I am embattled on a number of fronts, not just in the yard. Our cleaning ladies have started breaking things—an ornamental lamp, a ceiling fan. The minivan, which I am vainly trying to get my family to call by the name Ağa Fil in a complicated and not very funny riff on its size, color, and license plate number, very cleverly picked up an industrial staple in one of its tire sidewalls. My assistant editor has abandoned me to spend a week at a conference in “Europe.” Much is in disarray and bad decline.

But the liquor store has started stocking grappa, which is an improvement. I don’t know what to make of this step towards cosmopolitanism in my rural county seat, but I won’t complain. The oldest child has started reading, shakily but truly; with her ability to sound out words of as many as six letters, she will soon be as capable as many of my writers and most of the young people who ask me for jobs. The youngest child has started to use the toilet. The middle child, I am afraid, has mostly just found new ways to antagonize her sisters. (I do not generally give out parenting advice, but this is a very useful word to teach small children—the oldest will sometimes complain, “Aurelia is ’tagonizing me.” So she is.)

So it’s a mixture, as is usual on this mortal coil, I suppose. August the First is one of those dates in history where quite a lot happens for some reason: On this day, Octavian defeated Marc Antony, the Ottomans captured Famagusta, Herman Melville was born. As you sit on the porch in the late-summer heat, still torpid but already a touch cooler than it has been, as you watch the clouds and sip grappa, you wonder how or why anyone could get up to anything in this sad season.

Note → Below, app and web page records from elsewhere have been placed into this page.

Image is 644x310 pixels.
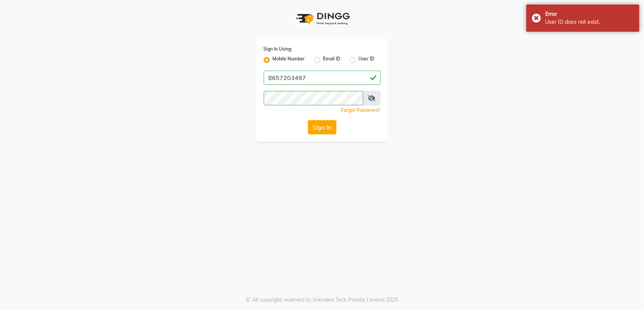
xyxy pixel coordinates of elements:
label: Email ID [324,56,341,64]
label: User ID [359,56,375,64]
input: Username [264,91,364,105]
input: Username [264,71,381,85]
button: Sign In [308,120,337,134]
div: User ID does not exist. [545,18,635,26]
img: logo1.svg [292,7,353,30]
div: Error [545,10,635,18]
a: Forgot Password? [342,107,381,113]
label: Mobile Number [273,56,305,64]
label: Sign In Using: [264,46,292,52]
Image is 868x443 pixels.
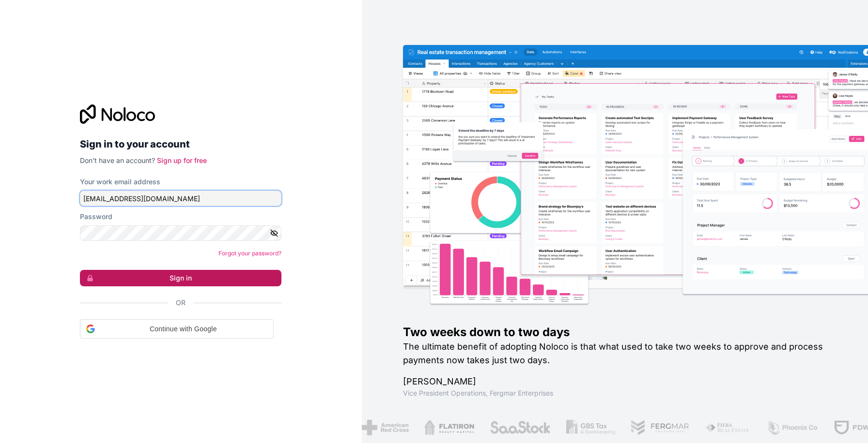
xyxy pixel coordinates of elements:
img: /assets/flatiron-C8eUkumj.png [424,420,474,435]
label: Password [80,212,112,222]
img: /assets/fergmar-CudnrXN5.png [631,420,690,435]
h1: [PERSON_NAME] [403,375,837,388]
span: Or [176,298,185,308]
img: /assets/saastock-C6Zbiodz.png [489,420,551,435]
span: Continue with Google [99,324,267,334]
label: Your work email address [80,177,160,186]
input: Password [80,225,281,241]
img: /assets/phoenix-BREaitsQ.png [766,420,818,435]
input: Email address [80,191,281,206]
h1: Two weeks down to two days [403,325,837,340]
span: Don't have an account? [80,156,155,165]
h2: Sign in to your account [80,135,281,153]
button: Sign in [80,270,281,287]
img: /assets/fiera-fwj2N5v4.png [705,420,751,435]
img: /assets/american-red-cross-BAupjrZR.png [361,420,408,435]
a: Sign up for free [157,156,207,165]
img: /assets/gbstax-C-GtDUiK.png [566,420,615,435]
h1: Vice President Operations , Fergmar Enterprises [403,388,837,398]
h2: The ultimate benefit of adopting Noloco is that what used to take two weeks to approve and proces... [403,340,837,367]
div: Continue with Google [80,319,274,339]
a: Forgot your password? [218,249,281,257]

History’s great men probably didn’t have squash plants taking over their yards, for one thing.


The Lamp is published by the Three Societies Foundation, a nonprofit organization based in Three Rivers, Michigan, in partnership with The Institute for Human Ecology at The Catholic University of America. Views expressed are those of the authors and do not necessarily reflect the views of The Institute for Human Ecology or The Catholic University of America or of its officers, directors, editors, members, or staff.